I wanted to yell- "Dear people or Paris- I am not this boring of a dresser, if only you could see the creativity with which I dress in St. Louis!" (save of course my favorite Curtain Factory Clothes)
Secretly I am a clothes horse and this is probably how I would spend my money if I had extra. It also did not help that the first week all it did was rain and I had a mainly Spanish summer wardrobe. Since then, I've been to a few sales at the larger department stores with items in my price range, including my favorite Spanish store, "Zara".

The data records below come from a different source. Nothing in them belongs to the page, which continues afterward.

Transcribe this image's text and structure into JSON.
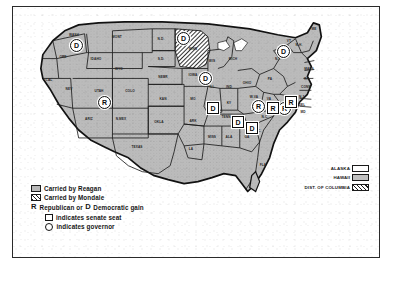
{
  "figure": {
    "frame_color": "#2a2a2a",
    "background": "#ffffff"
  },
  "legend": {
    "items": [
      {
        "swatch": "gray-fill-swatch",
        "label": "Carried by Reagan"
      },
      {
        "swatch": "hatched-swatch",
        "label": "Carried by Mondale"
      }
    ],
    "gain_line": {
      "r_char": "R",
      "text_before": "Republican or",
      "d_char": "D",
      "text_after": "Democratic gain"
    },
    "senate_line": {
      "mark": "square-outline-icon",
      "label": "indicates  senate seat"
    },
    "governor_line": {
      "mark": "circle-outline-icon",
      "label": "indicates  governor"
    }
  },
  "territory_key": {
    "rows": [
      {
        "label": "ALASKA",
        "swatch": "plain"
      },
      {
        "label": "HAWAII",
        "swatch": "gray"
      },
      {
        "label": "DIST. OF COLUMBIA",
        "swatch": "hatch"
      }
    ]
  },
  "caption": {
    "left": "",
    "right": ""
  },
  "colors": {
    "reagan_fill": "#b9b9b9",
    "mondale_hatch": "#1d1d1d",
    "ink": "#1a1a1a",
    "paper": "#ffffff"
  },
  "map": {
    "state_labels": [
      {
        "abbr": "WASH",
        "x": 61,
        "y": 28
      },
      {
        "abbr": "ORE",
        "x": 50,
        "y": 50
      },
      {
        "abbr": "MONT",
        "x": 104,
        "y": 30
      },
      {
        "abbr": "IDAHO",
        "x": 83,
        "y": 52
      },
      {
        "abbr": "N.D.",
        "x": 148,
        "y": 32
      },
      {
        "abbr": "MINN",
        "x": 180,
        "y": 42
      },
      {
        "abbr": "S.D.",
        "x": 148,
        "y": 52
      },
      {
        "abbr": "WYO",
        "x": 106,
        "y": 62
      },
      {
        "abbr": "CAL",
        "x": 36,
        "y": 73
      },
      {
        "abbr": "NEV",
        "x": 56,
        "y": 82
      },
      {
        "abbr": "UTAH",
        "x": 86,
        "y": 84
      },
      {
        "abbr": "COLO",
        "x": 117,
        "y": 84
      },
      {
        "abbr": "NEBR",
        "x": 150,
        "y": 70
      },
      {
        "abbr": "IOWA",
        "x": 180,
        "y": 68
      },
      {
        "abbr": "WIS",
        "x": 199,
        "y": 54
      },
      {
        "abbr": "MICH",
        "x": 220,
        "y": 52
      },
      {
        "abbr": "ILL",
        "x": 199,
        "y": 80
      },
      {
        "abbr": "IND",
        "x": 216,
        "y": 80
      },
      {
        "abbr": "OHIO",
        "x": 234,
        "y": 76
      },
      {
        "abbr": "PA",
        "x": 257,
        "y": 72
      },
      {
        "abbr": "N.Y.",
        "x": 265,
        "y": 52
      },
      {
        "abbr": "KAN",
        "x": 150,
        "y": 92
      },
      {
        "abbr": "MO",
        "x": 180,
        "y": 92
      },
      {
        "abbr": "KY",
        "x": 216,
        "y": 96
      },
      {
        "abbr": "W.VA",
        "x": 241,
        "y": 90
      },
      {
        "abbr": "VA",
        "x": 256,
        "y": 92
      },
      {
        "abbr": "ARIZ",
        "x": 76,
        "y": 112
      },
      {
        "abbr": "N.MEX",
        "x": 108,
        "y": 112
      },
      {
        "abbr": "OKLA",
        "x": 146,
        "y": 115
      },
      {
        "abbr": "ARK",
        "x": 180,
        "y": 114
      },
      {
        "abbr": "TENN",
        "x": 213,
        "y": 110
      },
      {
        "abbr": "N.C.",
        "x": 252,
        "y": 110
      },
      {
        "abbr": "S.C.",
        "x": 245,
        "y": 124
      },
      {
        "abbr": "TEXAS",
        "x": 124,
        "y": 140
      },
      {
        "abbr": "LA",
        "x": 178,
        "y": 142
      },
      {
        "abbr": "MISS",
        "x": 199,
        "y": 130
      },
      {
        "abbr": "ALA",
        "x": 216,
        "y": 130
      },
      {
        "abbr": "GA",
        "x": 234,
        "y": 130
      },
      {
        "abbr": "FLA",
        "x": 250,
        "y": 158
      },
      {
        "abbr": "MASS",
        "x": 296,
        "y": 62
      },
      {
        "abbr": "R.I.",
        "x": 294,
        "y": 72
      },
      {
        "abbr": "CONN",
        "x": 293,
        "y": 80
      },
      {
        "abbr": "N.J.",
        "x": 289,
        "y": 90
      },
      {
        "abbr": "DEL",
        "x": 289,
        "y": 98
      },
      {
        "abbr": "MD",
        "x": 290,
        "y": 105
      },
      {
        "abbr": "ME",
        "x": 301,
        "y": 22
      },
      {
        "abbr": "N.H.",
        "x": 286,
        "y": 38
      },
      {
        "abbr": "VT",
        "x": 276,
        "y": 34
      }
    ],
    "markers": [
      {
        "id": "marker-wa",
        "type": "circle",
        "letter": "D",
        "x": 63,
        "y": 38
      },
      {
        "id": "marker-nd",
        "type": "circle",
        "letter": "D",
        "x": 170,
        "y": 31
      },
      {
        "id": "marker-ut",
        "type": "circle",
        "letter": "R",
        "x": 91,
        "y": 95
      },
      {
        "id": "marker-vt",
        "type": "circle",
        "letter": "D",
        "x": 270,
        "y": 44
      },
      {
        "id": "marker-ia",
        "type": "circle",
        "letter": "D",
        "x": 192,
        "y": 71
      },
      {
        "id": "marker-il",
        "type": "box",
        "letter": "D",
        "x": 199,
        "y": 100
      },
      {
        "id": "marker-ky",
        "type": "box",
        "letter": "D",
        "x": 224,
        "y": 114
      },
      {
        "id": "marker-wv",
        "type": "circle",
        "letter": "R",
        "x": 245,
        "y": 99
      },
      {
        "id": "marker-nc",
        "type": "circle",
        "letter": "R",
        "x": 271,
        "y": 101
      },
      {
        "id": "marker-va",
        "type": "box",
        "letter": "R",
        "x": 259,
        "y": 100
      },
      {
        "id": "marker-ga",
        "type": "box",
        "letter": "D",
        "x": 238,
        "y": 120
      },
      {
        "id": "marker-nj",
        "type": "box",
        "letter": "R",
        "x": 277,
        "y": 94
      }
    ]
  }
}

If you turn your head you can see this is a Camera Tie. |
Peter Doig painting at Centre Pompidou |
*Walking several miles to watch the Fireworks on Bastille Day, only to realize as they began that our view was eclipsed by a tree. Then walking home with giant blisters!
Foundation LeCorbusier |
*Sunset at a park overlooking Paris drinking wine from a nearby shop. Then two inspiring Sub-Saharian African music concerts, with our German friend Reinhardt in the Belleville neighborhood. This was followed by beers and late night bike rides home.
Le Labyrinthe by Michelangelo Pistoletto |
The building you see is a Mirror. An Interactive Art Piece Batiment by Leandro Erlich. |
*A Saturday visit to 104,
Me in the cardboard maze. |
We left that space and walked to the Parque Villette where Tamim loved the giant red sculptures called Folies. We ended the night with Coffee and a dessert platter.
*Which leads to my next favorite: Regular dessert and/or coffee tastings followed by conversations and contemplations at cafes and boulangerie's.
Cam in front of Beat Hotel. |
*An evening self-guided walking tour of the Latin Quarter seeking out spots where famous writers and artists lived- like Picasso's studio, Kerouac's hotel, and Hemingway's apartment.
Kristiana, JoHan, and Cam, in front of Balzac's house. |
*BIKES-nothing is quite as good as the Velib system here, where for the equivalent of about $32 you can have a year long membership that gives you 1/2 hour access to a bike anywhere in Paris. We've joyfully ridden all over Paris on these bikes and have loved all the official bike lines. We didn't even have to use the metro, save three times, during the first three weeks.
*Free Concerts at the Cite, Haitian folk songs, Piano performances, classical guitar duets...
*Olympics on the big screen for free and outdoor public puffy chairs!
*Free self cleaning public restrooms, when you can locate one.
*Subways buskers. I heard a full Eastern "polka esque" Band yesterday.
not so favorite things
-Crowds at the Musee d'Orsay that made it near impossible to view paintings.
-Additionally people standing in front of paintings at Pinotheque Modigliani/Soutine show as they read text, also making viewing paintings, impossible.
-General crowds of tourists making streets impassable.
-People that bump into me with their giant shopping bags.
-Expensive- restaurants, clothes, flea markets.
The Double Edged Sword of a Residency in Paris
Cam working in Studio |
To Rome (or Paris or New York or St. Louis) with Love
In the end, I hope to leave with a different understanding of myself or the world. In the recent Woody Allen movie, "To Rome with Love" Cam described the underline theme of the movie as the following, (which I've added onto)...Each character comes to the city searching- thinking they want to be something else, to achieve a dream they have not yet, or they want to return to someone they were, in the end they all realize that what they had was quite enough and in some cases just right. I'm curious if this is how I will return home.